Gavin Rossdale on his athletic kids, almost working with De Niro and greatest-hits album
Gavin Rossdale feels as if he and his band, Bush, are on a “never-ending” tour. The band’s latest 17-date trek kicks off Tuesday in Orlando, Florida, and wraps Dec. 8 in Indio, California.However, the frontman revealed the one thing he’ll plan a tour around.
“My sons’ flag football season,” Rossdale, 58, told USA TODAY. “I had to carve the time (out of touring), because I can’t miss any more matches.”
The musician, who shares three sons with ex-wife Gwen Stefani, enjoys being a sports dad.“I got two quarterbacks in my family,” Rossdale says, referencing his youngest and second-youngest sons, Apollo, 9, and Zuma, 15. Kingston, 17, who recently made headlines for singing on stage at Blake Shelton’s Oklahoma bar, plays on the same team as Zuma. “I watch the games on FaceTime.“I’ve watched (little league) baseball on silence in Australia at 6 in the morning, for like three hours. That’s parenthood!”Rossdale says they may have inherited their athletic gene from him. He’s a self-proclaimed jock who enjoys exercising and playing tennis to “get the serotonin” running in his system.
While he was in New York, the singer caught up with friends, took in the city’s street style (“but no one wants to look happy about it!”) and played a benefit show in support of Artists for Action and Sandy Hook Promise in the fight against gun violence. He also reminisced about a movie gig that almost was.“I was real close to being in ‘The Good Shepherd,’” he says. "When it was Leo DiCaprio (as lead actor) and I got through for auditions, I read with Leo.”
The eventual lead became Matt Damon, and Rossdale recalled that his role went to a “way superior actor,” Billy Crudup. But Rossdale remembers his shot at working with Robert De Niro whenever he returns to the city.
There are other memories he’s recalling these days: almost 30 years of Bush. The band is looking back with its first career-spanning greatest-hits album, "Loaded: The Greatest Hits 1994-2023" (out Friday). The release includes a new single, “Nowhere to Go But Everywhere.” Rossdale reminisces about all of it with gratitude, even when things weren’t smooth sailing, like when the band was dropped after creating its first album, “Sixteen Stone.”
“I went back to work and I was painting a bunch of dentist offices,” he recalls. “It wasn't soul-destroying because I thought: ‘OK, you made a record. They can't take that away from you.’“I already kind of had a degree of satisfaction with that. So to fast-forward 29 or even 30 years and be in this position is just is too wild, and it's kind of thrilling to have that degree of legacy.”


INSTRUCTIONS FOR THE TASK
Return the following data exactly, with all pictures left out.

Page and application data records:
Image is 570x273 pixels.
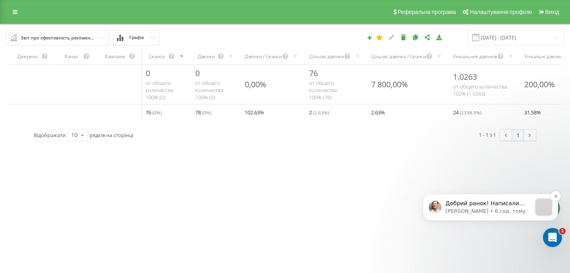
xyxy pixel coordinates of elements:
span: 31.58 % [524,107,541,117]
div: Дзвінки [195,53,218,60]
div: Сеанси [146,53,168,60]
i: Видалити звіт [400,34,407,40]
span: ( 2.63 %) [313,109,329,115]
span: 24 [453,107,481,117]
span: 78 [195,107,211,117]
img: Profile image for Vladyslav [18,39,31,52]
i: Завантажити звіт [436,34,443,40]
span: 2 [309,107,329,117]
i: Редагувати звіт [388,34,395,40]
span: ( 0 %) [152,109,162,115]
span: от общего количества 100% ( 76 ) [309,79,337,101]
span: Реферальна програма [398,9,456,15]
i: Створити звіт [367,35,372,40]
span: Графік [129,35,144,40]
span: ( 0 %) [202,109,211,115]
span: рядків на сторінці [90,131,133,138]
iframe: Intercom notifications повідомлення [411,161,570,251]
div: 1 - 1 з 1 [479,131,496,138]
div: Дзвінки / Сеанси [245,53,282,60]
span: 0 [195,68,200,78]
span: 1 [559,228,566,234]
p: Message from Vladyslav, sent 6 год. тому [35,46,121,53]
span: 76 [146,107,162,117]
div: 200,00% [524,79,555,90]
span: от общего количества 100% ( 1.0263 ) [453,83,507,97]
span: Відображати [34,131,66,138]
div: 10 [71,131,78,139]
div: Звіт про ефективність рекламних кампаній [21,33,95,42]
span: 2.63 % [371,107,385,117]
iframe: Intercom live chat [543,228,562,247]
p: Добрий ранок! Написали оператору, та отримали відповідь: По парі 380735450115 на сіп 380732553123... [35,38,121,46]
a: 1 [512,129,524,140]
button: Графік [113,30,159,45]
span: Налаштування профілю [470,9,532,15]
span: 76 [309,68,318,78]
span: Вихід [546,9,559,15]
div: 7 800,00% [371,79,408,90]
span: от общего количества 100% ( 0 ) [146,79,173,101]
button: Dismiss notification [140,29,150,40]
div: Канал [59,53,83,60]
span: 0 [146,68,150,78]
div: Цільові дзвінки [309,53,344,60]
div: Кампанія [101,53,129,60]
div: scrollable content [9,48,561,120]
div: Джерело [14,53,41,60]
div: Цільові дзвінки / Сеанси [371,53,426,60]
span: 1.0263 [453,71,477,82]
i: Поділитися налаштуваннями звіту [424,34,431,40]
i: Копіювати звіт [412,34,419,40]
span: 102.63 % [245,107,264,117]
span: от общего количества 100% ( 0 ) [195,79,223,101]
div: Унікальних дзвінків [453,53,497,60]
div: message notification from Vladyslav, 6 год. тому. Добрий ранок! Написали оператору, та отримали в... [12,32,147,59]
i: Цей звіт буде завантажено першим при відкритті Аналітики. Ви можете призначити будь-який інший ва... [376,34,383,40]
div: 0,00% [245,79,267,90]
span: ( 2338.5 %) [460,109,481,115]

ANSWER SECTION
Image is 570x273 pixels.
xyxy pixel coordinates of elements:
span: 31.58 % [524,107,541,117]
div: Дзвінки [195,53,218,60]
div: Сеанси [146,53,168,60]
i: Видалити звіт [400,34,407,40]
span: ( 2.63 %) [313,109,329,115]
span: 24 [453,107,481,117]
span: 78 [195,107,211,117]
img: Profile image for Vladyslav [18,39,31,52]
i: Завантажити звіт [436,34,443,40]
span: 2 [309,107,329,117]
i: Редагувати звіт [388,34,395,40]
span: ( 0 %) [152,109,162,115]
span: от общего количества 100% ( 76 ) [309,79,337,101]
span: Реферальна програма [398,9,456,15]
i: Створити звіт [367,35,372,40]
span: Графік [129,35,144,40]
span: ( 0 %) [202,109,211,115]
span: рядків на сторінці [90,131,133,138]
iframe: Intercom notifications повідомлення [411,161,570,251]
div: 1 - 1 з 1 [479,131,496,138]
div: Дзвінки / Сеанси [245,53,282,60]
span: 0 [195,68,200,78]
span: 1 [559,228,566,234]
p: Message from Vladyslav, sent 6 год. тому [35,46,121,53]
span: 76 [146,107,162,117]
div: 200,00% [524,79,555,90]
span: от общего количества 100% ( 1.0263 ) [453,83,507,97]
span: Відображати [34,131,66,138]
div: 10 [71,131,78,139]
div: Звіт про ефективність рекламних кампаній [21,33,95,42]
span: 2.63 % [371,107,385,117]
iframe: Intercom live chat [543,228,562,247]
p: Добрий ранок! Написали оператору, та отримали відповідь: По парі 380735450115 на сіп 380732553123... [35,38,121,46]
a: 1 [512,129,524,140]
button: Графік [113,30,159,45]
span: Налаштування профілю [470,9,532,15]
span: 76 [309,68,318,78]
span: Вихід [546,9,559,15]
div: 7 800,00% [371,79,408,90]
span: от общего количества 100% ( 0 ) [146,79,173,101]
button: Dismiss notification [140,29,150,40]
div: Канал [59,53,83,60]
span: 0 [146,68,150,78]
div: Цільові дзвінки [309,53,344,60]
div: Кампанія [101,53,129,60]
div: scrollable content [9,48,561,120]
div: Джерело [14,53,41,60]
div: Цільові дзвінки / Сеанси [371,53,426,60]
span: 1.0263 [453,71,477,82]
i: Поділитися налаштуваннями звіту [424,34,431,40]
i: Копіювати звіт [412,34,419,40]
span: 102.63 % [245,107,264,117]
span: от общего количества 100% ( 0 ) [195,79,223,101]
div: Унікальних дзвінків [453,53,497,60]
div: message notification from Vladyslav, 6 год. тому. Добрий ранок! Написали оператору, та отримали в... [12,32,147,59]
i: Цей звіт буде завантажено першим при відкритті Аналітики. Ви можете призначити будь-який інший ва... [376,34,383,40]
div: 0,00% [245,79,267,90]
span: ( 2338.5 %) [460,109,481,115]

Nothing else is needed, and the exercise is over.